The Collapsing Empire (The Interdependency #1)(22)



This took Cardenia aback. “This room dates to the reign of the first emperox,” she said.

“Yes.”

“Xi’an didn’t exist then.”

“The room was moved from Hubfall, with other elements of the palace, when Xi’an was founded. The rest of the palace was built around it.”

The image of the space station of Xi’an being built around the imperial palace popped into Cardenia’s mind, so absurd as to be almost comical. “So you are a thousand years old,” she said, to Jiyi.

“The information I store dates back to the founding of the Interdependency,” Jiyi said. “The physical machinery it is stored on is regularly updated, as are the functional elements of this room and the manifestation you see in front of you.”

“I thought you said no one may enter this room but the emperox.”

“Automated maintenance, ma’am,” Jiyi said, and Cardenia thought she heard just the slightest edge of humor in the voice. Which made her first feel a bit stupid, and then curious.

“Are you alive, Jiyi?” she asked.

“No,” Jiyi said. “Nothing you encounter in this room is alive, excepting you, ma’am.”

“Of course,” Cardenia said, only a little disappointed.

“I sense we have carried this specific conversation to an end,” Jiyi said. “May I assist you otherwise?”

“Yes,” Cardenia said. “I would like to speak to my father.”

Jiyi nodded and faded out. As it did so, another form coalesced, in the center of the room.

It was Cardenia’s father, Batrin, lately Emperox Attavio VI. He appeared, looked toward his daughter, smiled, and walked over to her.

The Memory Room was established by the Prophet-Emperox Rachela I not long after the foundation of the Interdependency, and her ascendance as its first emperox. Each emperox was fitted with a personal network of sensors running through their body that captured not only every sight seen, and every sound heard or spoken by the emperox, but every other sensation, action, emotion, thought, and desire apprehended or produced by them as well.

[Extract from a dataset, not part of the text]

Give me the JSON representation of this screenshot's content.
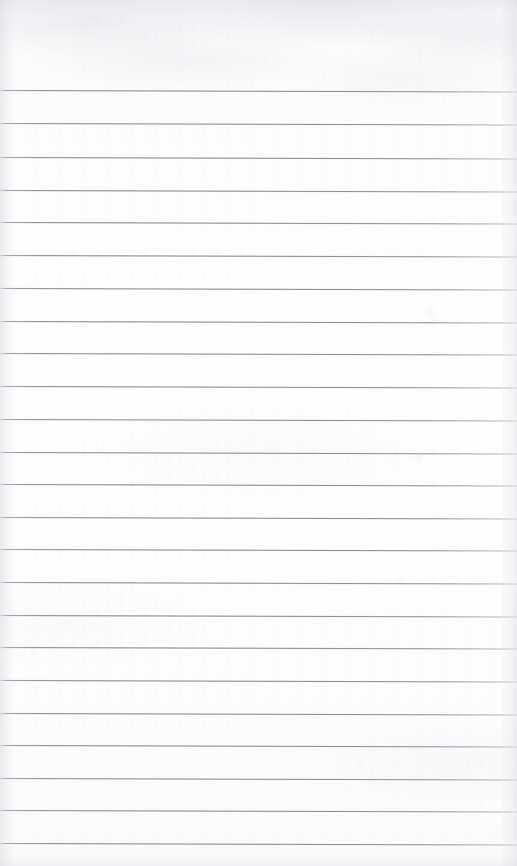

Within the Memory Room were the thoughts and memories of every emperox of the Interdependency, dating back to the very first, the Prophet-Emperox Rachela I herself. If Cardenia wanted, she could ask any one of her predecessors any question, about them, about their reign, about their time. They would answer from memory, from the thoughts and recordings and the computer modeling of who they were, girded on decades of every single thing about their internal lives recorded for this very room.

There was only one destination for this information: the Memory Room. There was only one audience for it: the current emperox.

Cardenia subconsciously touched the back of her neck again, in the place where the network seed was implanted, to grow inside her. One day, everything I do as emperox will be in here, she thought. For my own child and their children to see. Every emperox will know who I was, better than history will.

She looked at the apparition of her father, now directly in front of her, and shuddered.

The apparition noticed. “Are you not happy to see me?” it asked.

“I saw you just a few hours ago,” Cardenia said, standing up from the bench, and looking over the apparition of her father. It was perfect. Almost touchable. Cardenia did not touch it. “You were dead then.”

“I still am,” Attavio VI said. “The consciousness that was me is gone. Everything else was stored.”

“So you’re not conscious now?”

“I’m not, but I can respond to you as if I were. You may ask me anything. I will tell you.”

“What do you think of me?” Cardenia asked, blurting it out.

“I always thought you were a nice young lady,” Attavio VI said. “Smart. Attentive to me. I don’t think you’ll make a very good emperox.”

“Why not?”

“Because right now the Interdependency has no need of a nice emperox. It never does, but it can tolerate one when nothing consequential is going on. This is not one of those times.”

“I wasn’t particularly nice to the executive committee today,” Cardenia said, hearing how defensive the words sounded coming out of her mouth.

“I’m sure that in the wake of my death, for your very first meeting with them, the executive committee made a fine show of being restrained and deferential. Also, they are seeing at what length of chain you’re most comfortable, in order for them to get every single thing they want from you. They’ll yank on that chain presently.”

“I’m not sure I like this entirely honest you,” Cardenia said, after a moment.

“If you like we can adjust my conversational model to be more like I was in life.”

“You’re telling me you lied to me in life.”

“No more than to anyone else.”

“That’s comforting.”

“In life I was human, with an ego, just like anyone else. I had my own desires and intentions. Here I am nothing but memory, here for the purpose of assisting you, the current emperox. I have no ego to flatter, and will flatter yours only if ordered to. I would not suggest it. It makes me less useful.”

“Did you love me?”

“It depends on what you mean by love.”

“That sounds like an evasive, ego-filled answer.”